Take the entries that follow and write each one out exactly.

(Records from a dataset)
------------------------------------------------

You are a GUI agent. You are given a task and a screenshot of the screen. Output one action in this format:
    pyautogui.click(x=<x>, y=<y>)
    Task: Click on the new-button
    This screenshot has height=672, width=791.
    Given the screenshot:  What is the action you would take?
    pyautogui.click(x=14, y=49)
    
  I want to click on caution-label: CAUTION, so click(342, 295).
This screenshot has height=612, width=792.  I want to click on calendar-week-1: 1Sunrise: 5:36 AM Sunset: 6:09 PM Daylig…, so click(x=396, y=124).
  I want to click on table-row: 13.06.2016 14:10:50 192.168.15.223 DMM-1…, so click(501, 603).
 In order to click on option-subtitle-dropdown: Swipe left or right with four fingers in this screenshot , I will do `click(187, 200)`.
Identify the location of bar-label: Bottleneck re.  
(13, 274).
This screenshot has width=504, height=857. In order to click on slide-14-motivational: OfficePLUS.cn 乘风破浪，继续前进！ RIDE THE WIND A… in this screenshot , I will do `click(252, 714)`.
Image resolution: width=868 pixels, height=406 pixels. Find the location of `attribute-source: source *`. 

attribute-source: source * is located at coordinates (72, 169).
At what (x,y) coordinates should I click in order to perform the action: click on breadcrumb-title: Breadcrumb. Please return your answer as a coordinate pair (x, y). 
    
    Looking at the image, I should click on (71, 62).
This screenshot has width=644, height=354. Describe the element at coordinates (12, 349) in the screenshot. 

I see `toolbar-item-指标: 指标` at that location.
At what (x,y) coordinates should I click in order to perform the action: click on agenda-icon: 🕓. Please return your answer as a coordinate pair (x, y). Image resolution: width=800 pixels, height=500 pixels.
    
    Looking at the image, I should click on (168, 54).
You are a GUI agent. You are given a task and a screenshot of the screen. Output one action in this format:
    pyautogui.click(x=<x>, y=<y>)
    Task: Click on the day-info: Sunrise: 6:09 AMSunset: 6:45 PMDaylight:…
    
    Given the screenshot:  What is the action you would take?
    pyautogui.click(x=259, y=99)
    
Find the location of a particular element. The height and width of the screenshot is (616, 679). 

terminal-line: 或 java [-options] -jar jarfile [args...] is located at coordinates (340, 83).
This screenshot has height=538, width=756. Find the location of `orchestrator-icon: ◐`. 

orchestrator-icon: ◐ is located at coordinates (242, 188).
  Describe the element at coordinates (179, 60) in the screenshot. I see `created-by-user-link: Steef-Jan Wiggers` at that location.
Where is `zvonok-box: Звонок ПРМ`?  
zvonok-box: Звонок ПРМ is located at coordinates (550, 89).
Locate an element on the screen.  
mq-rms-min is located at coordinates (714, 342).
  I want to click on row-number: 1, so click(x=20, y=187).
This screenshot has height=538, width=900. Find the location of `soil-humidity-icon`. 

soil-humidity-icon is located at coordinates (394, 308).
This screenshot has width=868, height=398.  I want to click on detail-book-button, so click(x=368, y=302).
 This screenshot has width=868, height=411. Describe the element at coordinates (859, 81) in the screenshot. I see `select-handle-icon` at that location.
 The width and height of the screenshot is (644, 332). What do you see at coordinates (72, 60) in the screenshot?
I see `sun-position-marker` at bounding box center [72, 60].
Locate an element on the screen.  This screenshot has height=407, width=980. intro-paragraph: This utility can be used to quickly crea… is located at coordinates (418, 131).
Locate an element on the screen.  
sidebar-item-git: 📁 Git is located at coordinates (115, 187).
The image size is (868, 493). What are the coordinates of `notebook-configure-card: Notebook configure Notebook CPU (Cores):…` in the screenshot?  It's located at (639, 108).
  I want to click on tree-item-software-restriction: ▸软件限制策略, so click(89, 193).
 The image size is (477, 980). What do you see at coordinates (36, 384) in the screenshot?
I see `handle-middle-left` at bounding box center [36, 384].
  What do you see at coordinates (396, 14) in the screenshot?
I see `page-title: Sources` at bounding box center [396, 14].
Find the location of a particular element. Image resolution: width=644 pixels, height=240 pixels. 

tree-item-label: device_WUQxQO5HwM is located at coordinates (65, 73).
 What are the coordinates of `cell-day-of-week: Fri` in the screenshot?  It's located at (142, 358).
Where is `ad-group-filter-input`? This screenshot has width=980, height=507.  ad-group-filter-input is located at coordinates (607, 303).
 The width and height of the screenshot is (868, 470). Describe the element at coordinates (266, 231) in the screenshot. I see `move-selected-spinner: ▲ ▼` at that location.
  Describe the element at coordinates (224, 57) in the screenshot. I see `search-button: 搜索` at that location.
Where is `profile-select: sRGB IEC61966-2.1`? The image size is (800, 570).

------------------------------------------------

• **TASK OUTPUT**:
You are a GUI agent. You are given a task and a screenshot of the screen. Output one action in this format:
    pyautogui.click(x=<x>, y=<y>)
    Task: Click on the new-button
    This screenshot has height=672, width=791.
    Given the screenshot:  What is the action you would take?
    pyautogui.click(x=14, y=49)
    
  I want to click on caution-label: CAUTION, so click(342, 295).
This screenshot has height=612, width=792.  I want to click on calendar-week-1: 1Sunrise: 5:36 AM Sunset: 6:09 PM Daylig…, so click(x=396, y=124).
  I want to click on table-row: 13.06.2016 14:10:50 192.168.15.223 DMM-1…, so click(501, 603).
 In order to click on option-subtitle-dropdown: Swipe left or right with four fingers in this screenshot , I will do `click(187, 200)`.
Identify the location of bar-label: Bottleneck re.  
(13, 274).
This screenshot has width=504, height=857. In order to click on slide-14-motivational: OfficePLUS.cn 乘风破浪，继续前进！ RIDE THE WIND A… in this screenshot , I will do `click(252, 714)`.
Image resolution: width=868 pixels, height=406 pixels. Find the location of `attribute-source: source *`. 

attribute-source: source * is located at coordinates (72, 169).
At what (x,y) coordinates should I click in order to perform the action: click on breadcrumb-title: Breadcrumb. Please return your answer as a coordinate pair (x, y). 
    
    Looking at the image, I should click on (71, 62).
This screenshot has width=644, height=354. Describe the element at coordinates (12, 349) in the screenshot. 

I see `toolbar-item-指标: 指标` at that location.
At what (x,y) coordinates should I click in order to perform the action: click on agenda-icon: 🕓. Please return your answer as a coordinate pair (x, y). Image resolution: width=800 pixels, height=500 pixels.
    
    Looking at the image, I should click on (168, 54).
You are a GUI agent. You are given a task and a screenshot of the screen. Output one action in this format:
    pyautogui.click(x=<x>, y=<y>)
    Task: Click on the day-info: Sunrise: 6:09 AMSunset: 6:45 PMDaylight:…
    
    Given the screenshot:  What is the action you would take?
    pyautogui.click(x=259, y=99)
    
Find the location of a particular element. The height and width of the screenshot is (616, 679). 

terminal-line: 或 java [-options] -jar jarfile [args...] is located at coordinates (340, 83).
This screenshot has height=538, width=756. Find the location of `orchestrator-icon: ◐`. 

orchestrator-icon: ◐ is located at coordinates (242, 188).
  Describe the element at coordinates (179, 60) in the screenshot. I see `created-by-user-link: Steef-Jan Wiggers` at that location.
Where is `zvonok-box: Звонок ПРМ`?  
zvonok-box: Звонок ПРМ is located at coordinates (550, 89).
Locate an element on the screen.  
mq-rms-min is located at coordinates (714, 342).
  I want to click on row-number: 1, so click(x=20, y=187).
This screenshot has height=538, width=900. Find the location of `soil-humidity-icon`. 

soil-humidity-icon is located at coordinates (394, 308).
This screenshot has width=868, height=398.  I want to click on detail-book-button, so click(x=368, y=302).
 This screenshot has width=868, height=411. Describe the element at coordinates (859, 81) in the screenshot. I see `select-handle-icon` at that location.
 The width and height of the screenshot is (644, 332). What do you see at coordinates (72, 60) in the screenshot?
I see `sun-position-marker` at bounding box center [72, 60].
Locate an element on the screen.  This screenshot has height=407, width=980. intro-paragraph: This utility can be used to quickly crea… is located at coordinates (418, 131).
Locate an element on the screen.  
sidebar-item-git: 📁 Git is located at coordinates (115, 187).
The image size is (868, 493). What are the coordinates of `notebook-configure-card: Notebook configure Notebook CPU (Cores):…` in the screenshot?  It's located at (639, 108).
  I want to click on tree-item-software-restriction: ▸软件限制策略, so click(89, 193).
 The image size is (477, 980). What do you see at coordinates (36, 384) in the screenshot?
I see `handle-middle-left` at bounding box center [36, 384].
  What do you see at coordinates (396, 14) in the screenshot?
I see `page-title: Sources` at bounding box center [396, 14].
Find the location of a particular element. Image resolution: width=644 pixels, height=240 pixels. 

tree-item-label: device_WUQxQO5HwM is located at coordinates (65, 73).
 What are the coordinates of `cell-day-of-week: Fri` in the screenshot?  It's located at (142, 358).
Where is `ad-group-filter-input`? This screenshot has width=980, height=507.  ad-group-filter-input is located at coordinates (607, 303).
 The width and height of the screenshot is (868, 470). Describe the element at coordinates (266, 231) in the screenshot. I see `move-selected-spinner: ▲ ▼` at that location.
  Describe the element at coordinates (224, 57) in the screenshot. I see `search-button: 搜索` at that location.
Where is `profile-select: sRGB IEC61966-2.1`? The image size is (800, 570).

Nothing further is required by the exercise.